• **Work required**
Images are not part of the copy; transcribe all the data exactly.

• **Data shown**
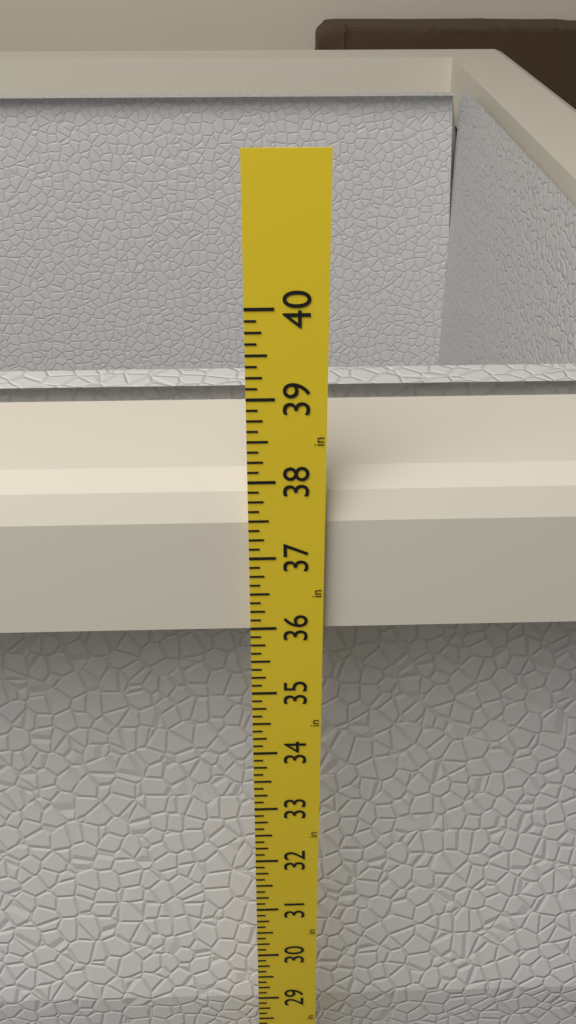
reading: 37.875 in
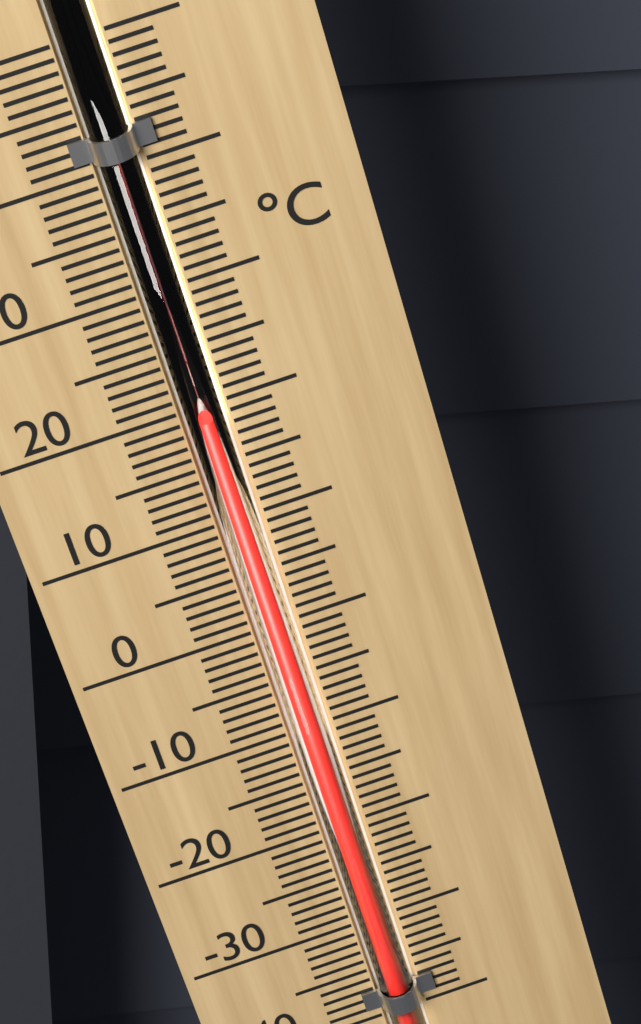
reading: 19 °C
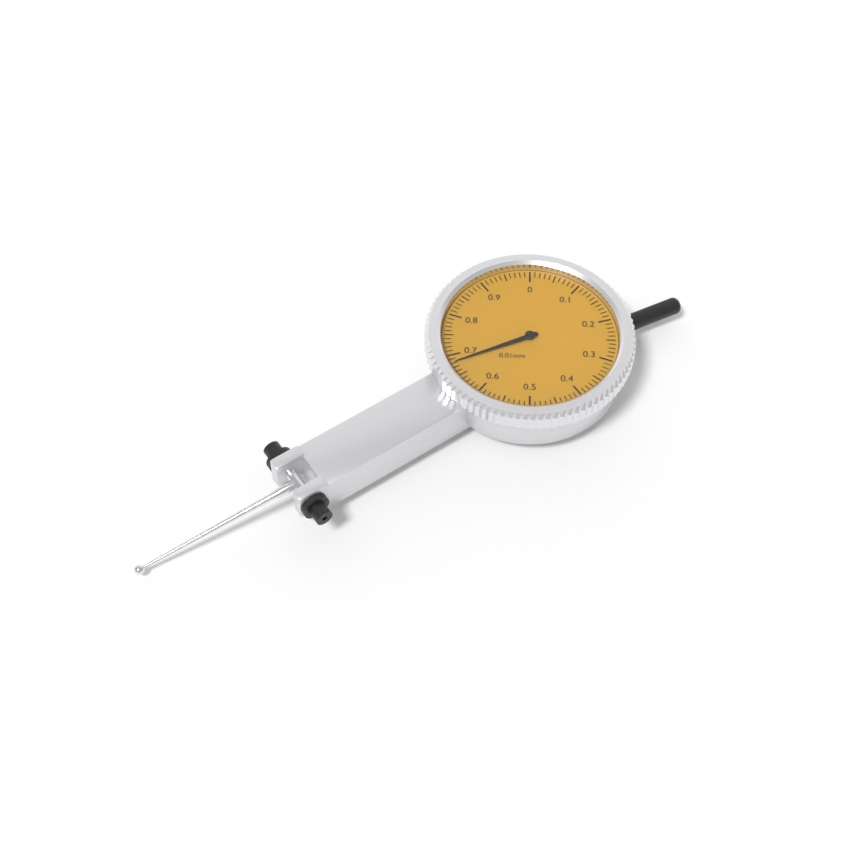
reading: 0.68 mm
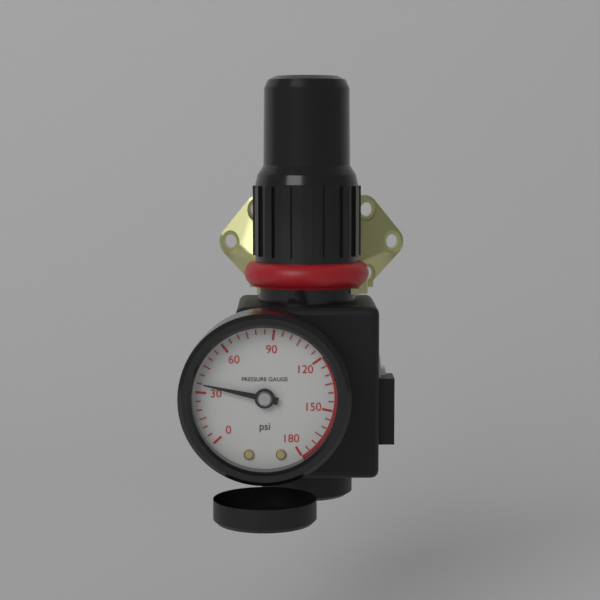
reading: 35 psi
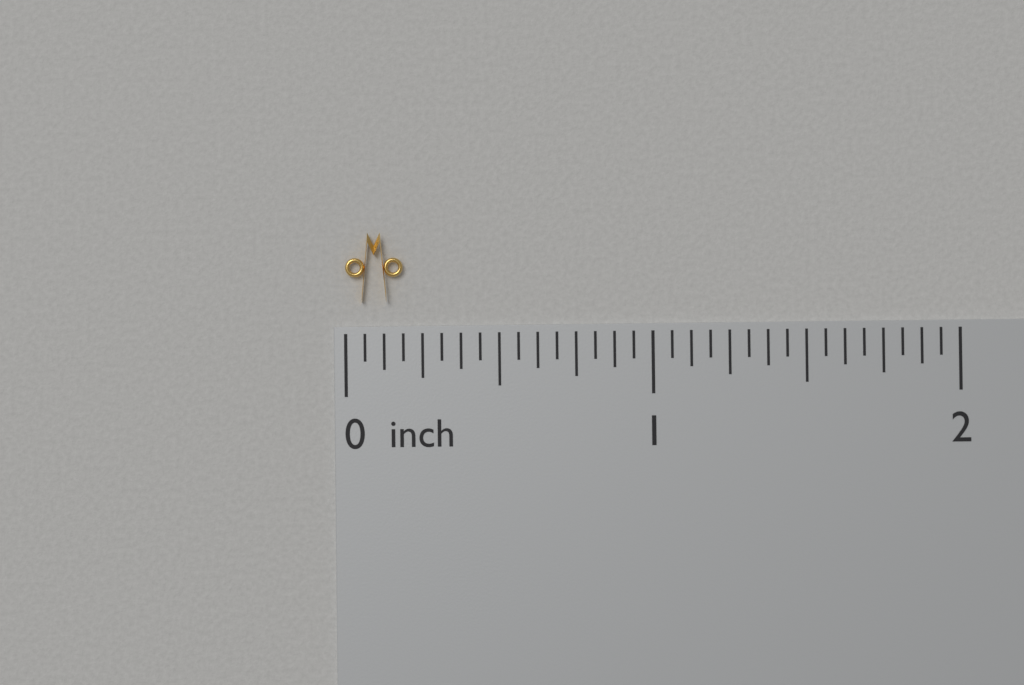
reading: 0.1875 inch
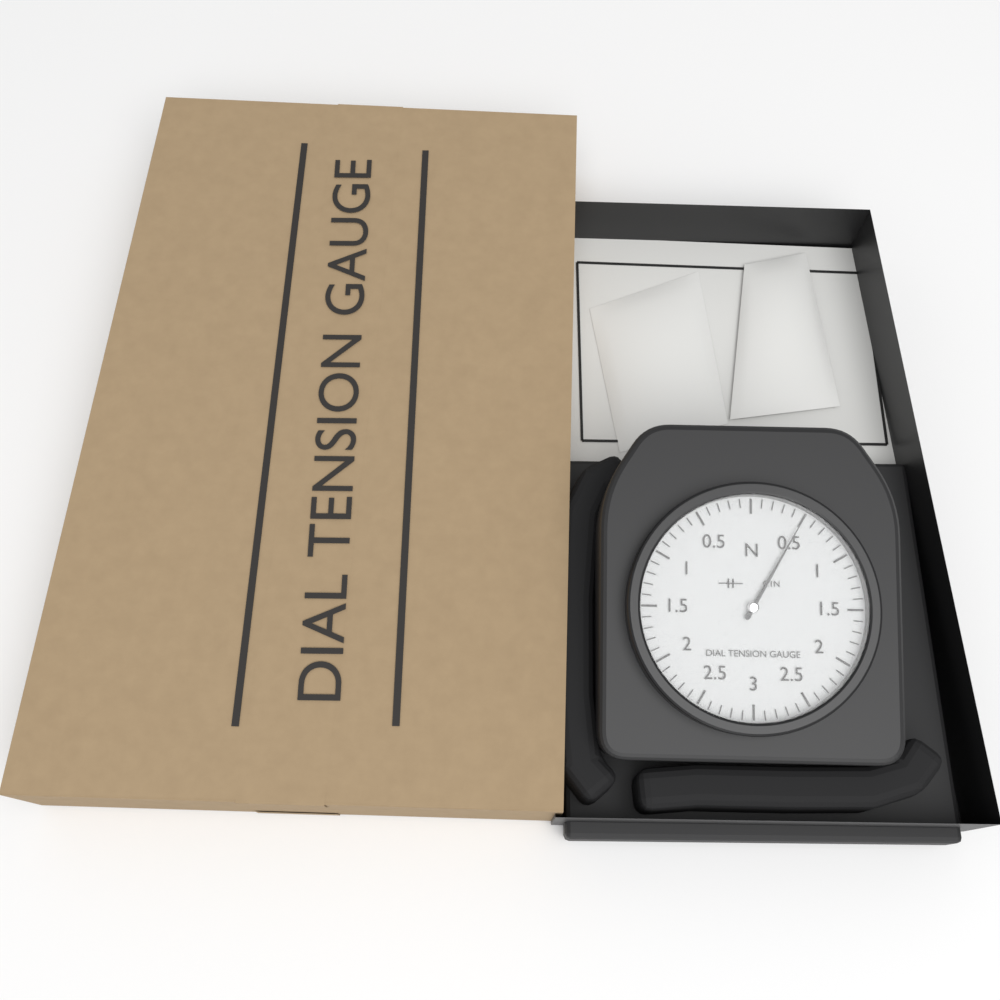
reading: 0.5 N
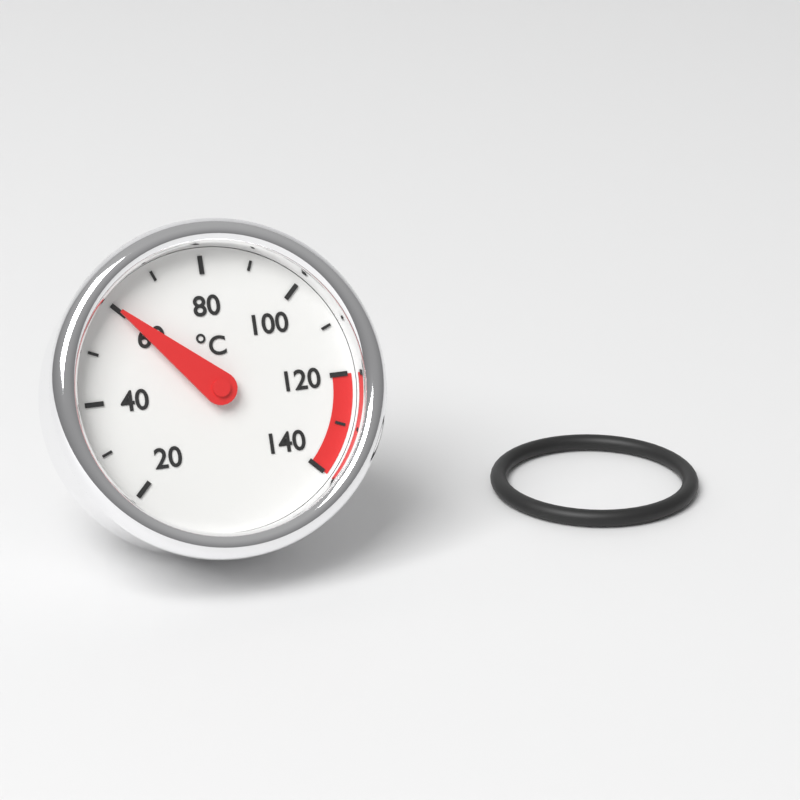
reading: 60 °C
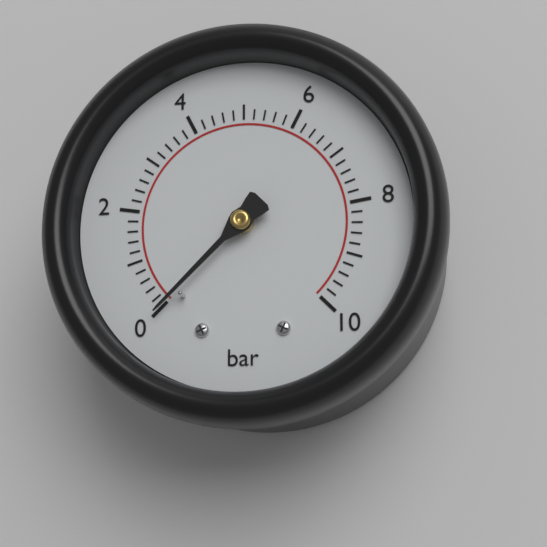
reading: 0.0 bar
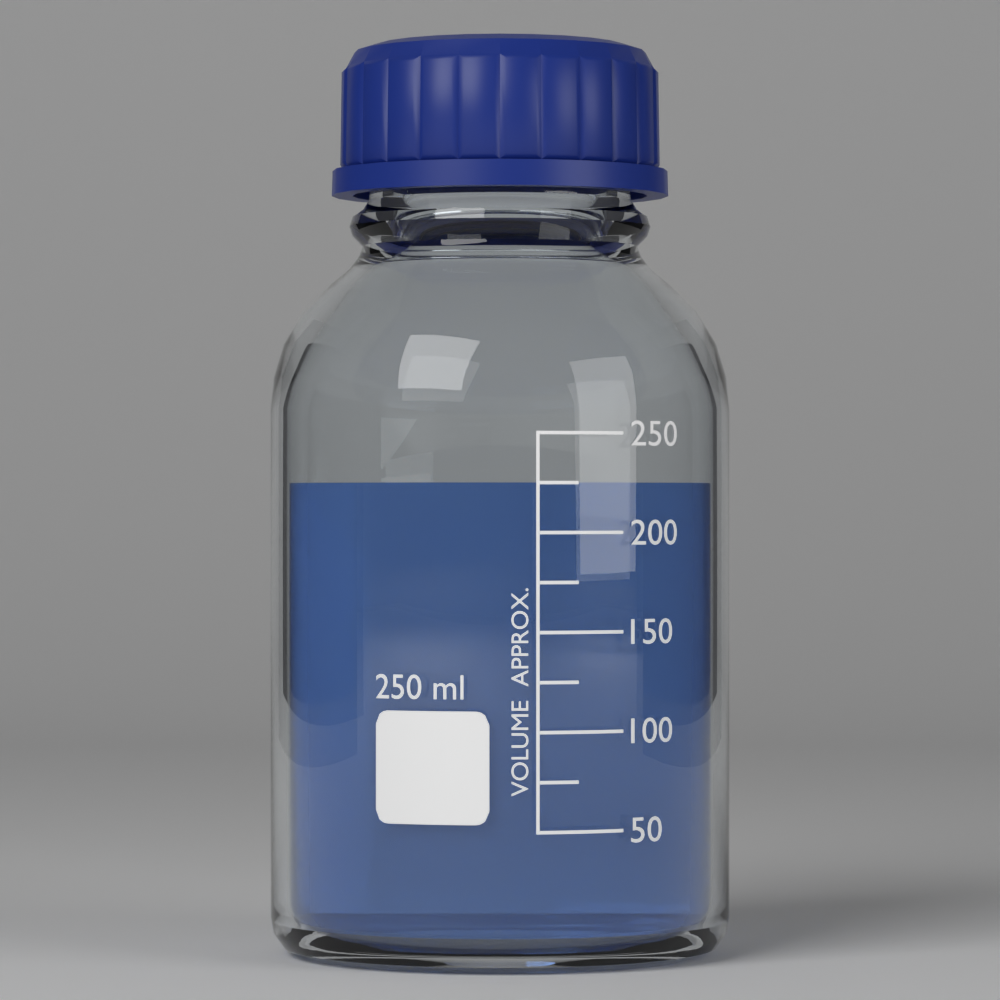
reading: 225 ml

• **Result of this exercise**
reading: 37.875 in
reading: 19 °C
reading: 0.68 mm
reading: 35 psi
reading: 0.1875 inch
reading: 0.5 N
reading: 60 °C
reading: 0.0 bar
reading: 225 ml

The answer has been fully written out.